Jeff responded to my renewed investigations into the origins of the analytic-continental divide; Jeff rightly insisted that Bergson is a kind of proxy for Spinoza, who is ultimately one of Russell's prime targets. Here's Russell on Spinoza:
"The ethical work of Spinoza, for example, appears to me of the very highest significance, but what is valuable in such work is not any metaphysical theory as to the nature of the world to which it may give rise, nor indeed anything which can be proved or disproved by argument. What is valuable is the indication of some new way of feeling towards life and the world, some way of feeling by which our own existence can acquire more of the characteristics which we must deeply desire. The value of such work, however immeasurable it is, belongs with practice and not with theory. Such theoretic importance as it may possess is only in relation to human nature, not in relation to the world at large. The scientific philosophy, therefore, which aims only at understanding the world and not directly at any other improvement of human life, cannot take account of ethical notions without being turned aside from that submission to fact which is the essence of the scientific temper." (On Scientific Method In Philosophy)
- Russell sharply distinguishes between Spinoza's ethics and metaphysics (he also does this in his History).
- Russell systematically defends the beauty and nobility of Spinoza's ethics, but denies it is philosophical for three reasons: (a) Spinoza's metaphysics of substance has been disproved by science. I call such appeal to the authority of science to settle philosophic argument within philosophy, "Newton's Challenge to Philosophy." Russell here echoes eighteenth century Newtonian criticism of Spinoza. Once Spinoza's metaphysics is discredited, (b) Spinoza's ethics is not really founded on or supported by argument, but by feeling (and this is indeed also Russell's view of Bergson) and "maxims." I actually think this reading of Spinoza has a lot going for it (and the significance of maxims is a way in which Spinoza and Smith are connected), but about that some other time. (c) The feeling that Spinoza's ethics promotes is oriented toward practice, and (c*) Russell denies that philosophy is fundamentally concerned with practice, but rather with understanding. On 2c, Spinoza's philosophy is oriented toward understanding, but not scientific understanding, which (as Jeff also highlighted by way of reference to the Letter on the Infinite) is always partial and approximate according to Spinoza. (I have a long handbook article forthcoming on this.) On 2c*,interestingly enough, Bergson also insists that philosophy is about understanding and not practice (which is the realm of science). So, Bergson and Russell are closer than they appear. But Jeff is correct that Bergsonian metaphysics is an attempt to find a way of grasping the absolute that is a consequence of scientific disciplining, but fundamentally non-conceptual/non-symbolic/non-measurement based (and this is Spinozistic in some respects). I doubt, however, Bergsonian "intuition" is Spinozistic "intuition;" Spinozistic intuition is not an instance of intellectual sympathy. And, even though for both grasping essences is a crucial part of intuition (as Dan Kervick also noted yesterday), I also think that the content of their intuitions is different--Spinoza's knower does not grasp a multiplicity, but a firm (inner) relational structure of reality (formal essence of particular attribute to essence of things). (About the varieties of intuition more some other time.)
- Russell's philosophy is fundamentally a denial of philosophic freedom--it is about submission to fact. There is no sense in him that the philosophic legislator has any freedom to develop or determine conceptual structures from indeterminate reality. It is, in fact, a determined submission because as I pointed out yesterday, it means that Russell self-consciously prevents himself from entering into certain feelings--he is a "cool critic" and deliberately "unsympathetic." This is a decision by Russell; it's his self-command. But oddly in order to reject Spinoza (and Bergson), Russell invokes scientific facts even though he had insisted that when it comes to philosophy one should not rely on the fallible and potentially outdated content of science. That is to say, Russell's targets outstrip the resources he has left available to himself, and those of us who had followed in his footsteps.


# ASSIGNMENT
Copy the entries exactly. Their pictures do not belong in the copy.

☆ ☆ ☆ ☆

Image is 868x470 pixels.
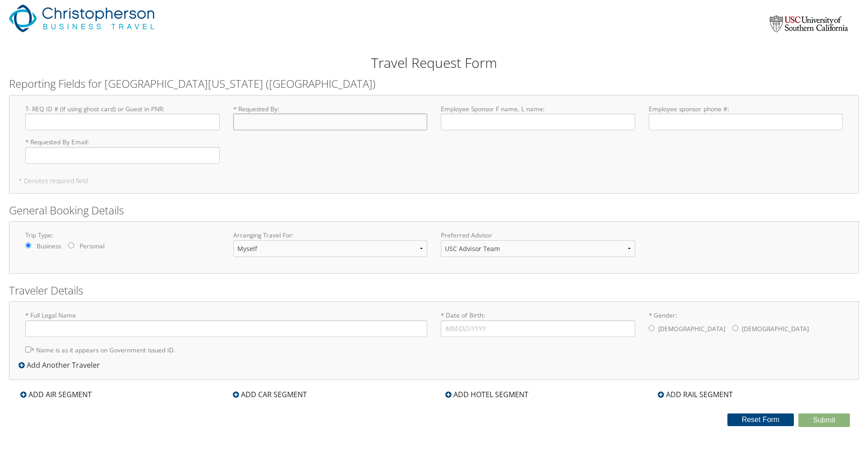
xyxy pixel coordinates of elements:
div: Add Another Traveler [18,360,105,371]
button: Reset Form [728,414,795,426]
label: Employee sponsor phone # : [649,105,844,131]
input: T- REQ ID # (if using ghost card) or Guest in PNR: [25,113,220,131]
h2: Traveler Details [9,283,859,298]
div: ADD AIR SEGMENT [16,389,96,400]
h1: Travel Request Form [9,53,859,72]
input: * Date of Birth: [441,320,635,337]
input: Employee Sponsor F name, L name: [441,113,635,131]
div: ADD RAIL SEGMENT [653,389,738,400]
label: [DEMOGRAPHIC_DATA] [658,320,725,338]
label: Business [37,241,61,251]
label: * Requested By : [233,105,428,131]
h5: * Denotes required field [18,178,850,184]
button: Submit [798,414,850,427]
label: * Requested By Email : [25,138,220,164]
input: * Name is as it appears on Government issued ID. [25,347,31,352]
input: * Requested By Email: [25,147,220,164]
div: ADD HOTEL SEGMENT [441,389,533,400]
label: * Date of Birth: [441,311,635,337]
input: * Full Legal Name [25,320,427,337]
input: * Gender:[DEMOGRAPHIC_DATA][DEMOGRAPHIC_DATA] [649,325,655,332]
input: Employee sponsor phone #: [649,113,844,131]
label: * Full Legal Name [25,311,427,337]
input: * Gender:[DEMOGRAPHIC_DATA][DEMOGRAPHIC_DATA] [733,325,738,332]
input: * Requested By: [233,113,428,131]
div: ADD CAR SEGMENT [228,389,312,400]
label: Trip Type: [25,231,220,240]
label: Personal [80,241,105,251]
h2: General Booking Details [9,203,859,218]
label: [DEMOGRAPHIC_DATA] [742,320,809,338]
label: T- REQ ID # (if using ghost card) or Guest in PNR : [25,105,220,131]
label: * Gender: [649,311,844,338]
label: Employee Sponsor F name, L name : [441,105,635,131]
label: Arranging Travel For: [233,231,428,240]
label: * Name is as it appears on Government issued ID. [25,342,176,358]
h2: Reporting Fields for [GEOGRAPHIC_DATA][US_STATE] ([GEOGRAPHIC_DATA]) [9,76,859,91]
label: Preferred Advisor [441,231,635,240]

☆ ☆ ☆ ☆

# SOLUTION FOR THIS EXERCISE
Image is 868x470 pixels.
xyxy pixel coordinates of elements:
div: Add Another Traveler [18,360,105,371]
button: Reset Form [728,414,795,426]
label: Employee sponsor phone # : [649,105,844,131]
input: T- REQ ID # (if using ghost card) or Guest in PNR: [25,113,220,131]
h2: Traveler Details [9,283,859,298]
div: ADD AIR SEGMENT [16,389,96,400]
h1: Travel Request Form [9,53,859,72]
input: * Date of Birth: [441,320,635,337]
input: Employee Sponsor F name, L name: [441,113,635,131]
div: ADD RAIL SEGMENT [653,389,738,400]
label: [DEMOGRAPHIC_DATA] [658,320,725,338]
label: Business [37,241,61,251]
label: * Requested By : [233,105,428,131]
h5: * Denotes required field [18,178,850,184]
button: Submit [798,414,850,427]
label: * Requested By Email : [25,138,220,164]
input: * Name is as it appears on Government issued ID. [25,347,31,352]
input: * Requested By Email: [25,147,220,164]
div: ADD HOTEL SEGMENT [441,389,533,400]
label: * Date of Birth: [441,311,635,337]
input: * Full Legal Name [25,320,427,337]
input: * Gender:[DEMOGRAPHIC_DATA][DEMOGRAPHIC_DATA] [649,325,655,332]
input: Employee sponsor phone #: [649,113,844,131]
label: * Full Legal Name [25,311,427,337]
input: * Gender:[DEMOGRAPHIC_DATA][DEMOGRAPHIC_DATA] [733,325,738,332]
input: * Requested By: [233,113,428,131]
div: ADD CAR SEGMENT [228,389,312,400]
label: Trip Type: [25,231,220,240]
label: Personal [80,241,105,251]
h2: General Booking Details [9,203,859,218]
label: [DEMOGRAPHIC_DATA] [742,320,809,338]
label: T- REQ ID # (if using ghost card) or Guest in PNR : [25,105,220,131]
label: * Gender: [649,311,844,338]
label: Employee Sponsor F name, L name : [441,105,635,131]
label: Arranging Travel For: [233,231,428,240]
label: * Name is as it appears on Government issued ID. [25,342,176,358]
h2: Reporting Fields for [GEOGRAPHIC_DATA][US_STATE] ([GEOGRAPHIC_DATA]) [9,76,859,91]
label: Preferred Advisor [441,231,635,240]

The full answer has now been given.